“Baby Tycoons,” an exhibition of John Chamberlain’s small, tabletop sculptures, is on view at Hauser & Wirth through October 19. The first exhibition of Chamberlain’s work since the gallery took over representation of the John Chamberlain Estate in May 2019, it is installed in the gallery’s 69th Street space (which happens also to be the location of the former Martha Jackson Gallery, where the artist had his first solo exhibition in 1960). Here, Alexandra Fairweather, Chamberlain’s stepdaughter and the director of the Estate, introduces the work.
For our first exhibition with Hauser & Wirth, we decided to start with “Baby Tycoons,” a series that was incredibly important to Chamberlain, and one that he revisited for 20 years, from 1988 to 2008. We lived with these works in our home; they were what I grew up with. They stood on the table near his bedside, on the bookshelf, on the side table in the living room, on the coffee tables, and he gifted them to his dearest friends. The “Baby Tycoons” are defined by their size, their bright and brilliant palettes, and, of course, their wonderful, idiosyncratic personalities.
Chamberlain always loved tinkering with things. He had all this scrap material in the studio, and he said, “Wow, I can start manipulating this.” The pieces really vary: some of them have more glaze and some of them don’t, but you can see the evolution over 20 years. He kept coming back to this series; it was something he just loved. They’re fun and playful.
Chamberlain defied expectations, norms, and conventions. He challenged the status quo, and wasn’t afraid to reimagine what could be, to think in a bold way. You can see this in how he revolutionized sculpture, changing what the meaning of art is and what it would become. You can see this when he would dream up making 20, 30, 40-foot sculptures, ignoring the engineering obstacles and challenges that lay ahead and making the impossible a reality. And you can see this with the “Baby Tycoons,” capturing all the punch and power of the monumental works on a smaller scale. As Chamberlain explained, “If the scale is dealt with, then size has nothing to do with it.” In fact, he would often tell me he wanted you to be able to take a photo of his work and not be able to tell what the size is—an objective I think he achieved here. With the “Baby Tycoons,” you can get up close and really see the fit and how the pieces are assembled. Chamberlain hated it when his pieces were shoved against the wall, so it’s beautiful that you can walk around them 360 degrees.
Chamberlain didn’t want to be known as a one-medium artist. This is why his work often defies categorization, whether it is Abstract Expressionism or Pop Art or Minimalism. While he is known for his metal sculptures, he also made sculptures out of aluminum foil, foam, and Plexiglas; he made paintings and drawings and was an avid filmmaker and photographer, even experimenting with photographic manipulations on the computer. When he heard Schubert for the first time, at age 12, he cried, and he knew he wanted to be an artist, to go out into the world and make your heart beat. He felt that art was the presentation of unprecedented information and the last place for an individual’s self-discovery.
One thing I love about them, both the large-scale works and the small, is that you can see how they are resting on just three points—it’s so much weight but on these tiny points, like they’re dancing. It’s so strong but also delicate. You can see that in the big works, but I think it’s easier to see in the “Baby Tycoons,” up close. I wish I knew where the series title came from. Chamberlain always had the best titles for everything. He was just a wordsmith—he wanted to be a poet when he was at Black Mountain, and he would take words from the dictionary and just lay them out, seeing how they looked together, how they sounded, trying to combine them, taking out syllables.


> Problem details
Gather all lines from the material that contain "Marcação".

> Data provided
########
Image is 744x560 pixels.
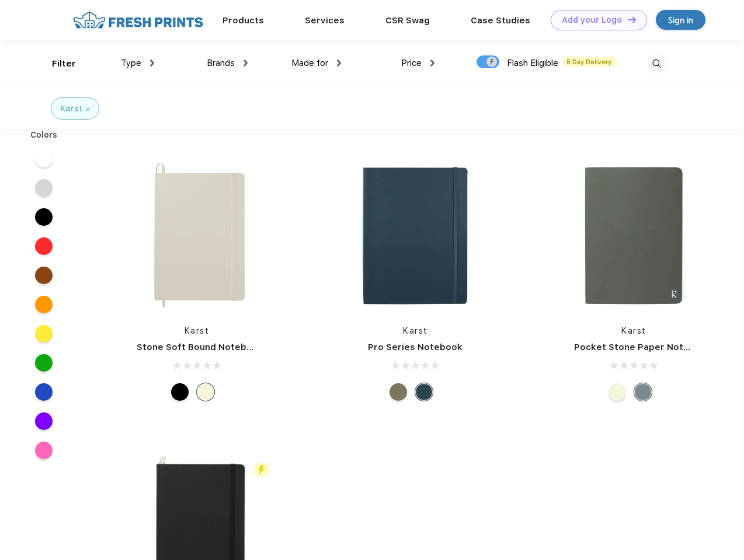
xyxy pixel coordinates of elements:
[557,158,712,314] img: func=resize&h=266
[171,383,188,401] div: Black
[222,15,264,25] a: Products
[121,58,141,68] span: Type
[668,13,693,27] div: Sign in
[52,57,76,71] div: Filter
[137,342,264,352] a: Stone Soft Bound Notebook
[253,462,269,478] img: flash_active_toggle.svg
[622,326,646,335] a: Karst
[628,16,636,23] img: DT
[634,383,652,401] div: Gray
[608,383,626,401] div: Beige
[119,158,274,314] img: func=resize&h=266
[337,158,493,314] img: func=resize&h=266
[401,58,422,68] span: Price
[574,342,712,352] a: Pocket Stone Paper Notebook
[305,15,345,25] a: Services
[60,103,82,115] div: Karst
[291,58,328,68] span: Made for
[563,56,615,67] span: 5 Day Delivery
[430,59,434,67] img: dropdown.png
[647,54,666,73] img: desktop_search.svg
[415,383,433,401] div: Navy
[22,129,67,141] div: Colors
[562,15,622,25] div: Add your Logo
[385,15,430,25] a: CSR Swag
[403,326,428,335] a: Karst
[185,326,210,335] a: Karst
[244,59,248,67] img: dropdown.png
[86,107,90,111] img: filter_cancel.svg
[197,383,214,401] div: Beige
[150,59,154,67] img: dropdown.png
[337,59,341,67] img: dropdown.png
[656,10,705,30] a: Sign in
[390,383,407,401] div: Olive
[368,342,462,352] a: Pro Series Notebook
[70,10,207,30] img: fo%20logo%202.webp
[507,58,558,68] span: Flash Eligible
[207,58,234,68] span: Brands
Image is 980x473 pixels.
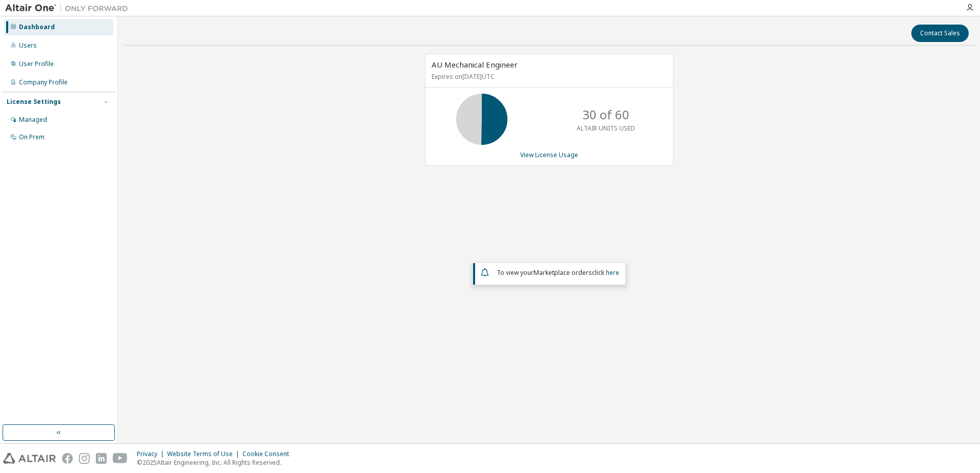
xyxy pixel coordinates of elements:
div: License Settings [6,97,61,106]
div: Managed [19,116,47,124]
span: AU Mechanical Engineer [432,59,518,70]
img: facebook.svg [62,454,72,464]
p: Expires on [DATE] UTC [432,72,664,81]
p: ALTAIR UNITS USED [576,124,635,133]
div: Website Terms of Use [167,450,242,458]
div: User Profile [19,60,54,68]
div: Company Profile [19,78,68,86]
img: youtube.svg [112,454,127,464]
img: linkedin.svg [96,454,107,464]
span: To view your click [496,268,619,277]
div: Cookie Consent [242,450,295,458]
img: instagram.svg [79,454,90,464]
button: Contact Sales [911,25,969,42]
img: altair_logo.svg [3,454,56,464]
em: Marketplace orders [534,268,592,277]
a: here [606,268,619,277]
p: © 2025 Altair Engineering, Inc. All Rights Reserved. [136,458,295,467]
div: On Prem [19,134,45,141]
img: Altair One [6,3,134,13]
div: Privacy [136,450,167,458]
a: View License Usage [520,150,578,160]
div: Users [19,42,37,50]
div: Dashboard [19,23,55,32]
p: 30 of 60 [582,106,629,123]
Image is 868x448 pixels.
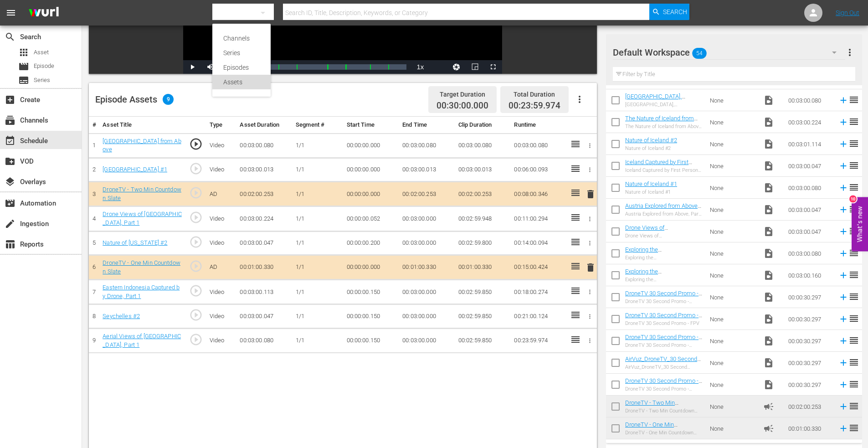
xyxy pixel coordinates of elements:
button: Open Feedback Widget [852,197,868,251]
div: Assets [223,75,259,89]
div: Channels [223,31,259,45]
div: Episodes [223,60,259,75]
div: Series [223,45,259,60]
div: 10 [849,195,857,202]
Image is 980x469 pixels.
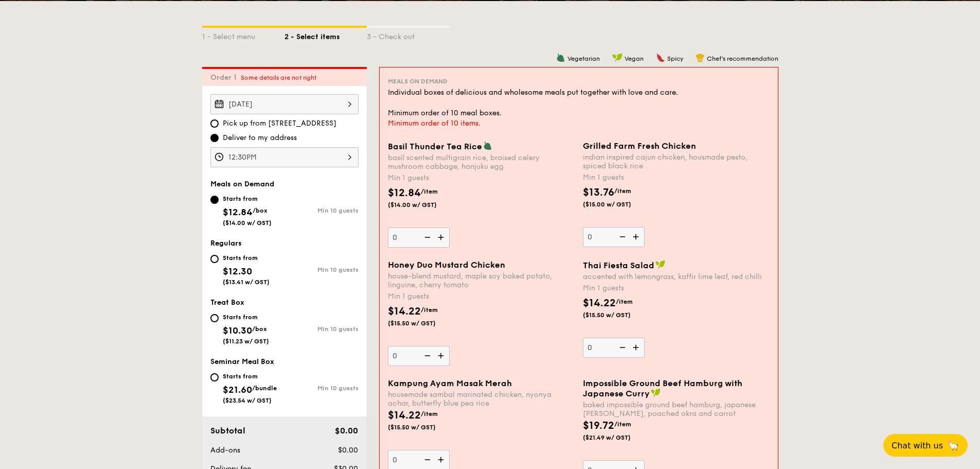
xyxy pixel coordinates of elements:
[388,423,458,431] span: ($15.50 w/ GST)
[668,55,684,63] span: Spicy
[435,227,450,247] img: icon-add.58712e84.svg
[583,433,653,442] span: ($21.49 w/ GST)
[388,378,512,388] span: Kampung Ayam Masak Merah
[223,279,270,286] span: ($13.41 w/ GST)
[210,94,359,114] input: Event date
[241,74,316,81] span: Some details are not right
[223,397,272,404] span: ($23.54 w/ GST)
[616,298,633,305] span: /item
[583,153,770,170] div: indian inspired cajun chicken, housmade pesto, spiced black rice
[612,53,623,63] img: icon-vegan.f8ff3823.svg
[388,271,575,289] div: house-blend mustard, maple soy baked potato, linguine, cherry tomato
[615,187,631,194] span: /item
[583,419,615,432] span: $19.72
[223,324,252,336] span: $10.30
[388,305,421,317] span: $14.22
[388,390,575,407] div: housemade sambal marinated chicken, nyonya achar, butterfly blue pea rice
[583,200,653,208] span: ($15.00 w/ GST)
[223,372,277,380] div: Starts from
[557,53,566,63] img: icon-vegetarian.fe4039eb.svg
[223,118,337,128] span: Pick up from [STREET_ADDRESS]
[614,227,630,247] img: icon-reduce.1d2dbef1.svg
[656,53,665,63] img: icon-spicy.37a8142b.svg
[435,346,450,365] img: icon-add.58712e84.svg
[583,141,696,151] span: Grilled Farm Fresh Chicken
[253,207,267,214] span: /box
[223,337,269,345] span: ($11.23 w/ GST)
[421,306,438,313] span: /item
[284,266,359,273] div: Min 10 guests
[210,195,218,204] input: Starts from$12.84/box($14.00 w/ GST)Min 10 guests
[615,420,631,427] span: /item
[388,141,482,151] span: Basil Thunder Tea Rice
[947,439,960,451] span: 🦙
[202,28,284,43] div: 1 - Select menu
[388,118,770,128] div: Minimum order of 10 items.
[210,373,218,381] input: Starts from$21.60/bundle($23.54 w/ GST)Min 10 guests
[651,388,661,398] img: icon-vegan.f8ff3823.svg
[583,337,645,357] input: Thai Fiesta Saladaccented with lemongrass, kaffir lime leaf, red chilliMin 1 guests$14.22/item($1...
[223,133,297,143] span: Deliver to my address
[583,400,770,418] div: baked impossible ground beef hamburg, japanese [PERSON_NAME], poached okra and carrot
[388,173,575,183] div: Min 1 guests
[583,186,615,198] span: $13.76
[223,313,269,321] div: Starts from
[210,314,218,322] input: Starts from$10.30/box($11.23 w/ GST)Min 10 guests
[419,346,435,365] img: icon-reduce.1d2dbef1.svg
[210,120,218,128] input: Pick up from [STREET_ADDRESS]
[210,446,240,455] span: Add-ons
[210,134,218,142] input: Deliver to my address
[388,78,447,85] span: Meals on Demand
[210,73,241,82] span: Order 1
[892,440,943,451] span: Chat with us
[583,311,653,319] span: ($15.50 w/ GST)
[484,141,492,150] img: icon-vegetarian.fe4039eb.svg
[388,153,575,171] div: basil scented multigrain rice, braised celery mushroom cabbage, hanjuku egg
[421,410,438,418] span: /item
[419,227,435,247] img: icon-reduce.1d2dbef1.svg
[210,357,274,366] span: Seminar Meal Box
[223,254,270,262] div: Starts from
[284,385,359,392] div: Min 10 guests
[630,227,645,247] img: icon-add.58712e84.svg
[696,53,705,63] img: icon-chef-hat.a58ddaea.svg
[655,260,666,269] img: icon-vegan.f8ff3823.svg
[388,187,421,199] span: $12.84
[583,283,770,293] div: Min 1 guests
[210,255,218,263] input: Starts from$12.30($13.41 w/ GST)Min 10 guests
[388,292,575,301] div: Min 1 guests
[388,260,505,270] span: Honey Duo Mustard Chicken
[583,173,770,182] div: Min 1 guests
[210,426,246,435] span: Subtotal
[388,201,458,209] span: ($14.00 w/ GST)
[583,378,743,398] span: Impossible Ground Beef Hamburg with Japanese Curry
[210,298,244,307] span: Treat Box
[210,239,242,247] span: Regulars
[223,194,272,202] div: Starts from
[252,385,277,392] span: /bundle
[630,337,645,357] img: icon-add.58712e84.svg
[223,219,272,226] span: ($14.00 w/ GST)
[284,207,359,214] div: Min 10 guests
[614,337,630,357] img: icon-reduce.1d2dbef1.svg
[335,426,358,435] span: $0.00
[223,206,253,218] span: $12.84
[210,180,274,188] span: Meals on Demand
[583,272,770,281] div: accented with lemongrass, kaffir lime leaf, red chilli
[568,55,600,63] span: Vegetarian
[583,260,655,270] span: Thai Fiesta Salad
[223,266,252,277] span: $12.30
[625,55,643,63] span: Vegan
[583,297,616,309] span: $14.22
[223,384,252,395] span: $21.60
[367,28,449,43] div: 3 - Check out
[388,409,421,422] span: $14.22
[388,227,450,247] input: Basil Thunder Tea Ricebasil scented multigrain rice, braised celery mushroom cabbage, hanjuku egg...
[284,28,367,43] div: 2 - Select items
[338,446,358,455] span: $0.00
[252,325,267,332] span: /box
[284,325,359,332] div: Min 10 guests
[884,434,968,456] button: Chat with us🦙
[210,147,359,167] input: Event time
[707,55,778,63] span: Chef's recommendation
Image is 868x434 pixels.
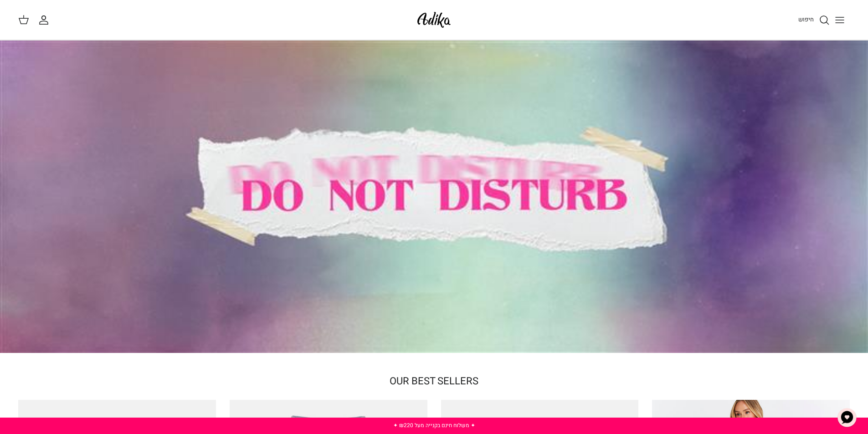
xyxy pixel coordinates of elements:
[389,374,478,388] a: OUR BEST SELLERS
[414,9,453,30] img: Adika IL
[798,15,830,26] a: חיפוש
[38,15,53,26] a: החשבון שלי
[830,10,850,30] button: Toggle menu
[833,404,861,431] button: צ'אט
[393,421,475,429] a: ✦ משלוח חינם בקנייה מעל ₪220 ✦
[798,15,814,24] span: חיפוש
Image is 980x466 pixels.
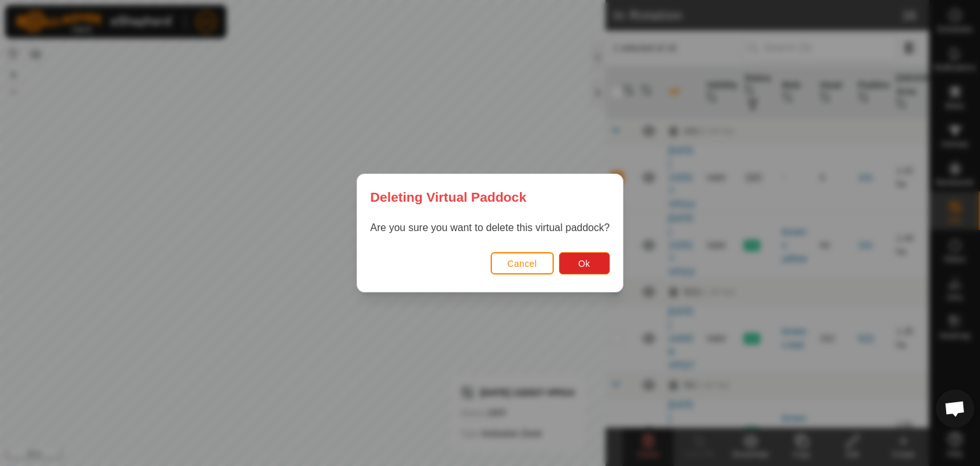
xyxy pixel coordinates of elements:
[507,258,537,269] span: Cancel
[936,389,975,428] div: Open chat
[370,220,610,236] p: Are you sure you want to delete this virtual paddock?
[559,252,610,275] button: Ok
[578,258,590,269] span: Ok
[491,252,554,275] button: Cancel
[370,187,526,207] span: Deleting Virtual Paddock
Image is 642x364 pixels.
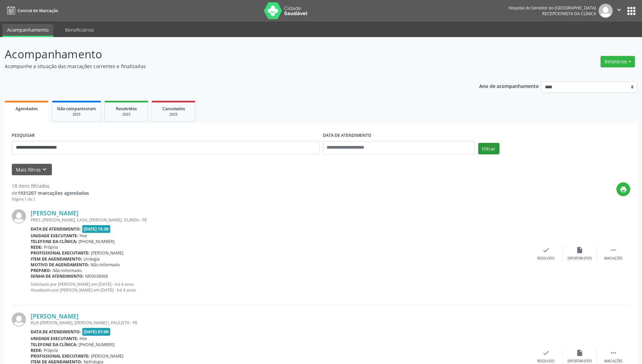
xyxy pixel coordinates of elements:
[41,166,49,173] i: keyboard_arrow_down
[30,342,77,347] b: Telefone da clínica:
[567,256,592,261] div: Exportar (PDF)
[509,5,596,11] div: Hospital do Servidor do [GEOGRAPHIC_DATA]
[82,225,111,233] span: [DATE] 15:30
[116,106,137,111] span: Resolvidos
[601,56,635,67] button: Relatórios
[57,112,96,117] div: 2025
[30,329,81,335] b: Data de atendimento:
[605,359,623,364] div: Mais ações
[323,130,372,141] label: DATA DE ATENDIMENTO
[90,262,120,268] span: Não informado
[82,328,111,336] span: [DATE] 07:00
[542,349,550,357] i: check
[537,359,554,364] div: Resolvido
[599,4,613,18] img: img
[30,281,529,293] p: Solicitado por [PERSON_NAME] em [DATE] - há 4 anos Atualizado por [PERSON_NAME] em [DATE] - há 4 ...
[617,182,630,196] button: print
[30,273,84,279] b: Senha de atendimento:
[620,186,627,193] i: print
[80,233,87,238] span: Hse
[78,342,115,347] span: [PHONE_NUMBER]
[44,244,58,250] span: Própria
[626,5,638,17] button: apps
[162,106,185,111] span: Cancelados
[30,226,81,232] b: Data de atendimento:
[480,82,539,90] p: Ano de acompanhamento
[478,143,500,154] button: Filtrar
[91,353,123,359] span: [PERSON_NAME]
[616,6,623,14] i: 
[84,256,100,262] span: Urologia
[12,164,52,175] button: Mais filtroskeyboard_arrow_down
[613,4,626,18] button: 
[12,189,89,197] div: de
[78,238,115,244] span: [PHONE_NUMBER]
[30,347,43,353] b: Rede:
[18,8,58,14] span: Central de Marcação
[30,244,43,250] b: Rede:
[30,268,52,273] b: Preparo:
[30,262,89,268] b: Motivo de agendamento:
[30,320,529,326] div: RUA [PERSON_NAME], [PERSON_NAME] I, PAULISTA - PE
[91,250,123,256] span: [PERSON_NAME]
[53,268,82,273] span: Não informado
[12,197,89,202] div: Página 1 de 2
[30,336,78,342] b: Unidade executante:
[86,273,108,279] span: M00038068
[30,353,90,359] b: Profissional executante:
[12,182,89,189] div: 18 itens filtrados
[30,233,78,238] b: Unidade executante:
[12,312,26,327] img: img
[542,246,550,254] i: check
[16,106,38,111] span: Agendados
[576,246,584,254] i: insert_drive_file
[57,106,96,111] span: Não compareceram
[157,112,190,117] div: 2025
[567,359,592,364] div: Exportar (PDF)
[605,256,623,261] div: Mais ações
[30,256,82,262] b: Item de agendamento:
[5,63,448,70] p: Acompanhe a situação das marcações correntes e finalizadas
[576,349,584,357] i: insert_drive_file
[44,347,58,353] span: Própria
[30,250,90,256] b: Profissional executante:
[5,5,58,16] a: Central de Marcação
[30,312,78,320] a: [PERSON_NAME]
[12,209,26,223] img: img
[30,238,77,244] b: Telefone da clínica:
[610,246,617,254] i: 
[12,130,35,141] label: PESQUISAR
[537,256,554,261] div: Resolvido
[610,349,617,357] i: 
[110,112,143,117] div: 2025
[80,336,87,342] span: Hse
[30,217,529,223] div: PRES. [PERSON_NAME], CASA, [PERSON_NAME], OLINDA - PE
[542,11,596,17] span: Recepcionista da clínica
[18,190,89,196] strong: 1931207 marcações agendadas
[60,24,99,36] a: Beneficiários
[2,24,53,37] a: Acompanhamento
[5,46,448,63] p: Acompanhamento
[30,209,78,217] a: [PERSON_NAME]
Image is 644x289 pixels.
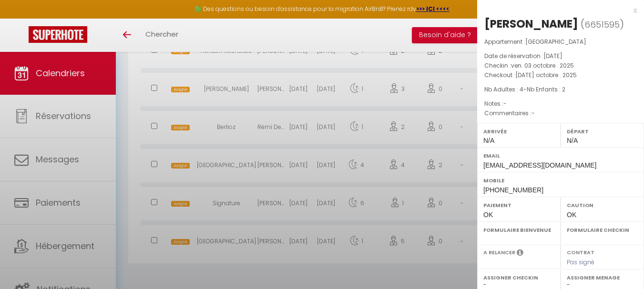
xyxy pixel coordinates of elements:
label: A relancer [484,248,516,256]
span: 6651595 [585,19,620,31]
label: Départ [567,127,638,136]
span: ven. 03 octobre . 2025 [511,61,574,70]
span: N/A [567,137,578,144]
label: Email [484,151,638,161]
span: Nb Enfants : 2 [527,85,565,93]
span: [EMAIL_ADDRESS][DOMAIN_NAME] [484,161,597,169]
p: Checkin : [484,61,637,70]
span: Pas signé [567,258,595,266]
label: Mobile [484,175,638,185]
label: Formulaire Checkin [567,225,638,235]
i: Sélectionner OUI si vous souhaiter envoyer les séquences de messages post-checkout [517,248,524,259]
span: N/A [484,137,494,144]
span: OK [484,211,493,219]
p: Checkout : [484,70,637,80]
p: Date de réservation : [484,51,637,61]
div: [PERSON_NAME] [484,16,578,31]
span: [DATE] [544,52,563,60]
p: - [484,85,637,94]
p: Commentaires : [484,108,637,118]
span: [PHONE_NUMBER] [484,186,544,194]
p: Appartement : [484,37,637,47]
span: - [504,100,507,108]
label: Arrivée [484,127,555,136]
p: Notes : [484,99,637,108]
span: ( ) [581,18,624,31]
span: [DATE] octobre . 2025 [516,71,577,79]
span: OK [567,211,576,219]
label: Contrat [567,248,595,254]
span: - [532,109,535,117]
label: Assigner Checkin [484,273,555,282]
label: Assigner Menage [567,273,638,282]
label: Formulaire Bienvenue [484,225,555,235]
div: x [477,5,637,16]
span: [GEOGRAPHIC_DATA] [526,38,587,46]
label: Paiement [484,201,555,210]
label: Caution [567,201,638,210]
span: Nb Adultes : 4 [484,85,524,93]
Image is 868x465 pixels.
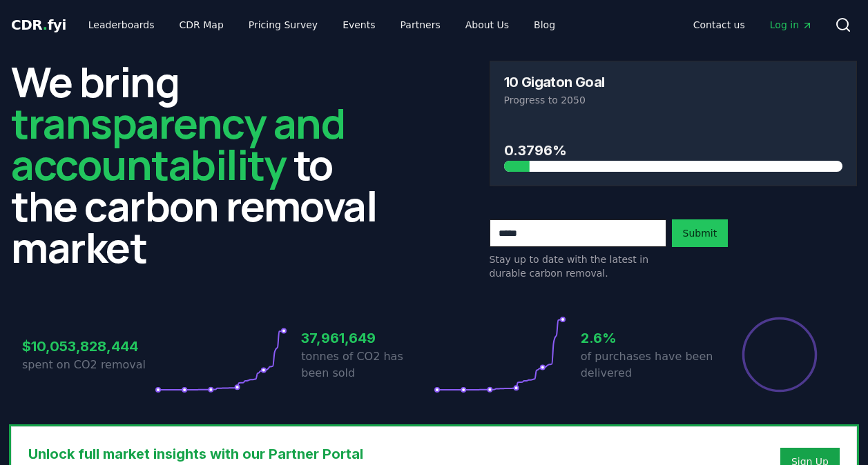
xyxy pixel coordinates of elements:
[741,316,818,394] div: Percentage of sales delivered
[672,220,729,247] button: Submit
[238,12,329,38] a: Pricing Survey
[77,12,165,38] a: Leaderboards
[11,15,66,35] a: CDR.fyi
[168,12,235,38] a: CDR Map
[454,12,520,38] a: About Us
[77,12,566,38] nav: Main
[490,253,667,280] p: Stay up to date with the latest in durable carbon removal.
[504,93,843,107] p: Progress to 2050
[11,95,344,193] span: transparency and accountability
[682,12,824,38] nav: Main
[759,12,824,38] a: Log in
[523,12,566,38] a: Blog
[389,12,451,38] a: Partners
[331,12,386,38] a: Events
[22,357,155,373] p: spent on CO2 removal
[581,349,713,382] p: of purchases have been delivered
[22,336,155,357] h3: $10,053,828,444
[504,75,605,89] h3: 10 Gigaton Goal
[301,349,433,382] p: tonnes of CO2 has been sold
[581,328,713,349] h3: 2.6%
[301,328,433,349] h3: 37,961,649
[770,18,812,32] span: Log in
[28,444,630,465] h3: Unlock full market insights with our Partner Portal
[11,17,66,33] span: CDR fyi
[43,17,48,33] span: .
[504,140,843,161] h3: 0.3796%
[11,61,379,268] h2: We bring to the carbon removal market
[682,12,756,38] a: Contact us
########
> Solution for this task
[18,8,58,14] span: Central de Marcação
[5,5,58,16] a: Central de Marcação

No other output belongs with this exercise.